Energy Future Holdings, a portfolio company of TPG, Kohlberg Kravis Roberts and Goldman Sachs Capital Partners, has achieved its first liquidity event since the record-setting $45 billion buyout of the company formerly known as TXU.
The company has agreed to sell a 20 percent stake in Oncor, a regulated electric distribution and transmission business which is a business unit of Energy Future Holdings, to a private equity consortium led by Borealis Infrastructure Management and GIC Special Investments for $1.25 billion (€840 million).
TPG, KKR and Goldman Sachs had intended to sell a 20 percent stake in Oncor since acquiring TXU in October 2007.
On news of the agreement, US ratings agency Standard & Poor's announced that it upgraded Oncor's credit ratings two notches from BBB- to BBB+.
“The sale of a minority interest to these investors fulfills an important transaction-related commitment and will enhance Oncor’s financial separation from other Energy Future Holdings businesses,” said Energy Future Holdings chief executive John Young in a statement.
Borealis Infrastructure is the infrastructure investment arm of the $52 billion Canadian pension plan, the Ontario Municipal Employees Retirement System. GIC is the private equity and infrastructure unit of the Government of Singapore Investment Corporation, the largest sovereign wealth fund in Asia with assets totaling around $330 billion.
At the time of the acquisition, TXU was the largest-ever leveraged buyout. The deal’s size will soon be exceeded by the $50 billion buyout of Bell Canada by a private equity consortium including Ontario Teachers’ Pension Plan, Providence Equity Partners, Madison Dearborn Partners and Merrill Lynch Global Private Equity.
The buyout of TXU took eight months to close following the initial bid due to protests by environmental advocacy groups, Texas legislators and labor unions.
Energy Future Holdings initially functioned as one entity before being restructured to divide the company into three separate businesses: TXU Energy, an electricity retailer; Luminant, a power generation business whose operations include mining, wholesale marketing and trading and construction; and Oncor.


## Task goal
Would you retype each record exactly as given?

○ ○ ○ ○

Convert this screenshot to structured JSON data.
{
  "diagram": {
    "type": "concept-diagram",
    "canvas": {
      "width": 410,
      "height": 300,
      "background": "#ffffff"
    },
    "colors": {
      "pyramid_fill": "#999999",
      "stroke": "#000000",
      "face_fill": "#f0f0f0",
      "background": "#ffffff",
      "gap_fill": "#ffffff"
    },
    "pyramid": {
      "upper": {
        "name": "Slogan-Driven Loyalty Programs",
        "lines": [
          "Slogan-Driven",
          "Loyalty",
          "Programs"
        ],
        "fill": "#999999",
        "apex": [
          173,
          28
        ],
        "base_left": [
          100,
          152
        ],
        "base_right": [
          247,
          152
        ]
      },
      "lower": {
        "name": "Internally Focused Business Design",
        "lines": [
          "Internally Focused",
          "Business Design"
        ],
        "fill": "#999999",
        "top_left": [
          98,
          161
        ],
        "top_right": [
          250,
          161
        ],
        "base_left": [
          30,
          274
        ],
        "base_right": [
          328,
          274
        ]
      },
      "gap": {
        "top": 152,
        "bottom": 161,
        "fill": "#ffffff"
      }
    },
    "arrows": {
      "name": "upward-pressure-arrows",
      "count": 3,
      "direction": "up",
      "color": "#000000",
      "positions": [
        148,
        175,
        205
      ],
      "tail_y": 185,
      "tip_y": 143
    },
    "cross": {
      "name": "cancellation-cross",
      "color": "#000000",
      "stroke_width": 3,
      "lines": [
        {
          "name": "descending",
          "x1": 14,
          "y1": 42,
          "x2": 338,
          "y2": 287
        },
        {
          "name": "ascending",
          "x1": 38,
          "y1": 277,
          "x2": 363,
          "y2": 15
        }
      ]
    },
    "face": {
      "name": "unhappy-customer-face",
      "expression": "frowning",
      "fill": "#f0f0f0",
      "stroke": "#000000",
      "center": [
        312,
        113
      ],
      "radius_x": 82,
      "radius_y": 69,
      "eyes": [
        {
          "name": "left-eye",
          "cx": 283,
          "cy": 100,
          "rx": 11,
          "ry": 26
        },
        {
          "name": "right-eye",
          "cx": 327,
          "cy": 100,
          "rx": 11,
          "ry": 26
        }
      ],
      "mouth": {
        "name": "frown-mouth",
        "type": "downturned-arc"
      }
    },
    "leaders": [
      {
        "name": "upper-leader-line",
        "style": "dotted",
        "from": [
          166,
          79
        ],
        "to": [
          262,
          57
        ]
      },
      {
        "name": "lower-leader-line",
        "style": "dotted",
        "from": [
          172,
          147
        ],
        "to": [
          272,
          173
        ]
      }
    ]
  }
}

○ ○ ○ ○

## Answer area
Convert this screenshot to structured JSON data.
{
  "diagram": {
    "type": "concept-diagram",
    "canvas": {
      "width": 410,
      "height": 300,
      "background": "#ffffff"
    },
    "colors": {
      "pyramid_fill": "#999999",
      "stroke": "#000000",
      "face_fill": "#f0f0f0",
      "background": "#ffffff",
      "gap_fill": "#ffffff"
    },
    "pyramid": {
      "upper": {
        "name": "Slogan-Driven Loyalty Programs",
        "lines": [
          "Slogan-Driven",
          "Loyalty",
          "Programs"
        ],
        "fill": "#999999",
        "apex": [
          173,
          28
        ],
        "base_left": [
          100,
          152
        ],
        "base_right": [
          247,
          152
        ]
      },
      "lower": {
        "name": "Internally Focused Business Design",
        "lines": [
          "Internally Focused",
          "Business Design"
        ],
        "fill": "#999999",
        "top_left": [
          98,
          161
        ],
        "top_right": [
          250,
          161
        ],
        "base_left": [
          30,
          274
        ],
        "base_right": [
          328,
          274
        ]
      },
      "gap": {
        "top": 152,
        "bottom": 161,
        "fill": "#ffffff"
      }
    },
    "arrows": {
      "name": "upward-pressure-arrows",
      "count": 3,
      "direction": "up",
      "color": "#000000",
      "positions": [
        148,
        175,
        205
      ],
      "tail_y": 185,
      "tip_y": 143
    },
    "cross": {
      "name": "cancellation-cross",
      "color": "#000000",
      "stroke_width": 3,
      "lines": [
        {
          "name": "descending",
          "x1": 14,
          "y1": 42,
          "x2": 338,
          "y2": 287
        },
        {
          "name": "ascending",
          "x1": 38,
          "y1": 277,
          "x2": 363,
          "y2": 15
        }
      ]
    },
    "face": {
      "name": "unhappy-customer-face",
      "expression": "frowning",
      "fill": "#f0f0f0",
      "stroke": "#000000",
      "center": [
        312,
        113
      ],
      "radius_x": 82,
      "radius_y": 69,
      "eyes": [
        {
          "name": "left-eye",
          "cx": 283,
          "cy": 100,
          "rx": 11,
          "ry": 26
        },
        {
          "name": "right-eye",
          "cx": 327,
          "cy": 100,
          "rx": 11,
          "ry": 26
        }
      ],
      "mouth": {
        "name": "frown-mouth",
        "type": "downturned-arc"
      }
    },
    "leaders": [
      {
        "name": "upper-leader-line",
        "style": "dotted",
        "from": [
          166,
          79
        ],
        "to": [
          262,
          57
        ]
      },
      {
        "name": "lower-leader-line",
        "style": "dotted",
        "from": [
          172,
          147
        ],
        "to": [
          272,
          173
        ]
      }
    ]
  }
}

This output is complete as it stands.